If you believe that great scientists are most creative when they’re young, you are missing part of the story.
A new study of winners of the Nobel Prize in economics finds that there are two different life cycles of creativity, one that hits some people early in their career and another that more often strikes later in life.
In this study, the early peak was found for laureates in their mid-20s and the later peak for those in their mid-50s.
The research supports previous work by the authors that found similar patterns in the arts and other sciences.
“We believe what we found in this study isn’t limited to economics, but could apply to creativity more generally,” said Bruce Weinberg, lead author of the study and professor of economics at The Ohio State University.
“Many people believe that creativity is exclusively associated with youth, but it really depends on what kind of creativity you’re talking about.”
Weinberg did the study with David Galenson, professor of economics at the University of Chicago. Their study appears in a special issue of the journal De Economist.
In the study, the Nobel Prize winners who did their most groundbreaking work early in their career tended to be “conceptual” innovators.
These type of innovators “think outside the box,” challenging conventional wisdom and tend to come up with new ideas suddenly. Conceptual innovators tend to peak early in their careers, before they become immersed in the already accepted theories of the field, Weinberg said.
But there is another kind of creativity, he said, which is found among “experimental” innovators. These innovators accumulate knowledge through their careers and find groundbreaking ways to analyze, interpret and synthesize that information into new ways of understanding.
The long periods of trial and error required for important experimental innovations make them tend to occur late in a Nobel laureate’s career.
“Whether you hit your creative peak early or late in your career depends on whether you have a conceptual or experimental approach,” Weinberg said.
The researchers took a novel, empirical approach to the study, which involved 31 laureates. They arranged the laureates on a list from the most experimental to most conceptual.
This ranking was based on specific, objective characteristics of the laureates’ single most important work that are indicative of a conceptual or experimental approach.
For example, conceptual economists tend to use assumptions, proofs and equations and have a mathematical appendix or introduction to their papers.
Experimental economists rely on direct inference from facts, so their papers tended to have more references to specific items, such as places, time periods and industries or commodities.
After classifying the laureates, the researchers determined the age at which each laureate made his most important contribution to economics and could be considered at his creative peak.
They did this through a convention of how academics rate the value and influence of a research paper. A paper is more influential in the field when other scientists mention — or cite — the paper in their own work. So the more citations a paper accumulates, the more influential it is.
Weinberg and Galenson used two different methods to calculate at which age the laureates were cited most often and thus were at the height of their creativity.
The two methods found that conceptual laureates peaked at about either 29 or 25 years of age. Experimental laureates peaked when they were roughly twice as old — at about 57 in one method or the mid-50s in the other.
Most other research in this area has studied differences in peak ages of creativity between disciplines, such as physics versus medical sciences. These studies generally find small variations across disciplines, with creativity peaking in the mid-30s to early 40s in most scientific fields.
“These studies attribute differences in creative peaks to the nature of the scientific fields themselves, not to the scientists doing the work,” Weinberg said.
“Our research suggests than when you’re most creative is less a product of the scientific field that you’re in and is more about how you approach the work you do.”
The researchers were supported by grants from the National Science Foundation, the National Institute on Aging, the National Institutes of Health’s Office of Behavioral and Social Sciences Research and the Ewing Marion Kauffman and Alfred P. Sloan foundations.
The special issue of De Economist that includes this study commemorates the first Nobel Prize in economics given in 1969. One of the recipients was the Dutch economist Jan Tinbergen.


#### [WORK ORDER]
Output all records below verbatim.

Segment Start: SOURCE MATERIAL

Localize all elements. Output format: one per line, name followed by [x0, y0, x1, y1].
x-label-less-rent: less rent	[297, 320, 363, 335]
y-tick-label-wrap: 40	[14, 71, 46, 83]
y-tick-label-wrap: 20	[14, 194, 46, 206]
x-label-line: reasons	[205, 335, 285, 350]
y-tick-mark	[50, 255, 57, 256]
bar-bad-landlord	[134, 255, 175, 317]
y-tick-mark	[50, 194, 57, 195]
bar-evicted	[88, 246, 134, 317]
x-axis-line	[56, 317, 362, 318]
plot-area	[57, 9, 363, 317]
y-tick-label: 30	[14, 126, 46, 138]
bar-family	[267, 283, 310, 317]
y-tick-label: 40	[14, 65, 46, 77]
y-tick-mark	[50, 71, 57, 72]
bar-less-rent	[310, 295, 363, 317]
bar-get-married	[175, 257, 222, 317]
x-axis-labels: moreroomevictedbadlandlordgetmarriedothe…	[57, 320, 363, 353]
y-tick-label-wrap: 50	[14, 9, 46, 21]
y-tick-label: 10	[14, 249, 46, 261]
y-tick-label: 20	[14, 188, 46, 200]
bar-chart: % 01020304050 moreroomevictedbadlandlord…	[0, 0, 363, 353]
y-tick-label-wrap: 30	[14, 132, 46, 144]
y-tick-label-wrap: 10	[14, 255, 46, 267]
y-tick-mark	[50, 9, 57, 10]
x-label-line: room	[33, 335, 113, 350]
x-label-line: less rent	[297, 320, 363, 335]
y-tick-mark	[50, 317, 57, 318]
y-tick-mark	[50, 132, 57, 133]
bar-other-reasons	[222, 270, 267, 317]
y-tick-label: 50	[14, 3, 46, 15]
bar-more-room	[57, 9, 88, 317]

Segment End: SOURCE MATERIAL

#### [RESPONSE BOX]
Localize all elements. Output format: one per line, name followed by [x0, y0, x1, y1].
x-label-less-rent: less rent	[297, 320, 363, 335]
y-tick-label-wrap: 40	[14, 71, 46, 83]
y-tick-label-wrap: 20	[14, 194, 46, 206]
x-label-line: reasons	[205, 335, 285, 350]
y-tick-mark	[50, 255, 57, 256]
bar-bad-landlord	[134, 255, 175, 317]
y-tick-mark	[50, 194, 57, 195]
bar-evicted	[88, 246, 134, 317]
x-axis-line	[56, 317, 362, 318]
plot-area	[57, 9, 363, 317]
y-tick-label: 30	[14, 126, 46, 138]
bar-family	[267, 283, 310, 317]
y-tick-label: 40	[14, 65, 46, 77]
y-tick-mark	[50, 71, 57, 72]
bar-less-rent	[310, 295, 363, 317]
bar-get-married	[175, 257, 222, 317]
x-axis-labels: moreroomevictedbadlandlordgetmarriedothe…	[57, 320, 363, 353]
y-tick-label-wrap: 50	[14, 9, 46, 21]
y-tick-label: 10	[14, 249, 46, 261]
y-tick-label: 20	[14, 188, 46, 200]
bar-chart: % 01020304050 moreroomevictedbadlandlord…	[0, 0, 363, 353]
y-tick-label-wrap: 30	[14, 132, 46, 144]
y-tick-label-wrap: 10	[14, 255, 46, 267]
y-tick-mark	[50, 9, 57, 10]
x-label-line: room	[33, 335, 113, 350]
x-label-line: less rent	[297, 320, 363, 335]
y-tick-mark	[50, 317, 57, 318]
y-tick-mark	[50, 132, 57, 133]
bar-other-reasons	[222, 270, 267, 317]
y-tick-label: 50	[14, 3, 46, 15]
bar-more-room	[57, 9, 88, 317]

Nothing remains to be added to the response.